I’ve often wondered about lift algorithms, a wonder that has grown while working at this office. The wonder increased yet further when one of the twin lifts broke down recently, leaving two independently-controlled lifts in operation. The 33% reduction in the number of lists increased the time taken waiting for lifts by an estimated 60%. (The latter figure is pure speculation but it certainly felt that high.) Lift journey times also increased, with stop-offs at seemingly every floor.
I figured that a more productive approach would have been to disable all up buttons on one side, and all down buttons on the other. If you were going up, you’d go to the salubrious side (after all, going up is more rewarding, so should maintain its glass-encased pleasure); and if you were going down, you’d press the button calling the depressing, steel-encased lift.
When the glass-encased lift reached the top of the building, it would zoom all the way to the bottom to start its journey again, so long as it didn’t shoot out of the roof Charlie-style. And on reaching the lower-ground floor, the steel prison would shoot back up to seven to again begin its descent.
I’m pretty sure that preventing the selfish act would result in quicker arrival at your destination.
Compound interest
I wonder whether the Bank of England decides on interest rates to allow their graph to mimic the silhouette of a specific historic castle.

Maybe in 2094, we’ll be able to see the entire western wall of Windsor Castle, amid an economy that has brought the country to a standstill.
Is that shoe pastry?
A wonderful miscorrection of the Economist by Stephen J. Dubner on his Freakonomics blog on the New York Times website.

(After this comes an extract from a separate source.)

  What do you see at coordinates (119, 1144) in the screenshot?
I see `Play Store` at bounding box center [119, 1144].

In the extract below from the Economist’s London Stock Exchange index, he suggests that pasty should read pastry.
"In the hills north east of Mexico City it is not uncommon to find Cornish pasties for sale."

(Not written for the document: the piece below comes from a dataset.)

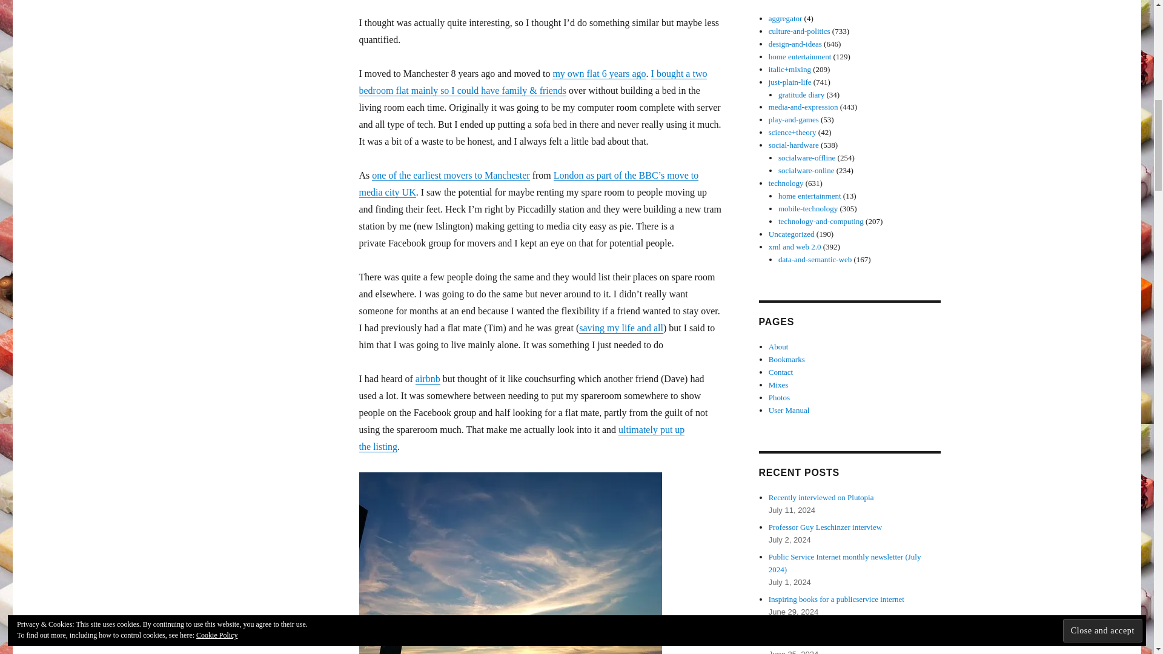 The image size is (1163, 654). Describe the element at coordinates (599, 73) in the screenshot. I see `my own flat 6 years ago` at that location.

Some research needed before you go correcting people, Stephen.
Paper is the new laptop
I went to a SharePoint forum today. For those unaware, SharePoint is a platform designed for collaborating, sharing and generally working better together online.
I was the only person in the auditorium of around 150 people with a laptop on my knees. Everyone else was scrawling notes on paper, the lady next to me this morning (a journalist) ferociously scribbling shorthand.
It certainly didn’t compare to this recent shot of students in a lecture at the University of Missouri. How do you like them Apples?

Fingerprints can say a lot about a man
Sometimes when trying to use the fingerprint scanning device to log in to my laptop, I’m prompted with the message "Too short". A little harsh; and how can it tell just from my fingerprint?
Bags of cash
I have three bags, each containing 100 coins. I know the coins in two of the bags weigh 10 grams each, but the coins in the third bag weigh 11 grams each.
I have some scales (not a pair of balances) and have one weigh available to me. How do I determine the bag that contains the heavier coins?
Thanks to Lieutenant Columbo for sharing this nice little puzzle.